In a sink-or-swim approach to customer service, the automaker is leaving buyer satisfaction up to its dealers. The new program, called the Customer Experience Initiative, is a change for Chrysler. It's a stark break from the carrot-and-stick approach used by rival General Motors and is more akin to Toyota's relationship with its retail network.

Chrysler dealers who perform well will be rewarded with higher sales, not checks from the factory. "If you perform at a higher level based on customer experience, your percentage of loyalty will grow, your percentage of service retention will grow," said Mark Engelsdorfer, Chrysler's Director of Market Representation. "With that will come a pretty substantial growth in your operating profit."

The Customer Experience Initiative will rely on customer surveys that measure buyer satisfaction.

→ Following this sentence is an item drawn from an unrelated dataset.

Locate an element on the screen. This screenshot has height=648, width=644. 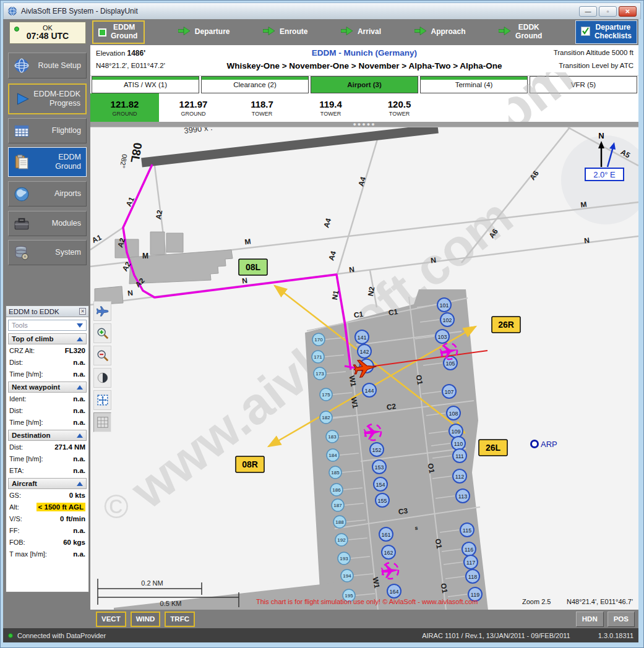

But without penalties for negative scores, it shifts the responsibility to the dealer to fix flagging customer service.

Chrysler will gather customer feedback through follow-up phone calls, e-mail surveys, and a reworked mystery shopper program, said Peter Grady, Chrysler's Vice President for Network Development and Fleet. Dealers will get updated consumer survey information electronically, Grady said.

"If I sell you a vehicle and you're treated well, you'll become an advocate for me, and you'll tell other people that I'm a great dealer and this is great product," Grady said. "The same thing happens on service."

On January 1, 2012 Chrysler suspended its Dealer Standards program, which was designed to improve many aspects of dealer operations. Chrysler-Fiat CEO Sergio Marchionne said that the program had improved stores but that customer-satisfaction scores had plateaued.

The program, introduced in 2009, awarded as much as $200,000 per quarter to large dealerships that met factory standards for customer service, facilities, and management. The group's smallest dealerships could earn as much as $4,500 a quarter. A separate facilities program may be implemented in the future, the company said. Existing standards will remain in place, but dealers won't be penalized for failing to comply with them.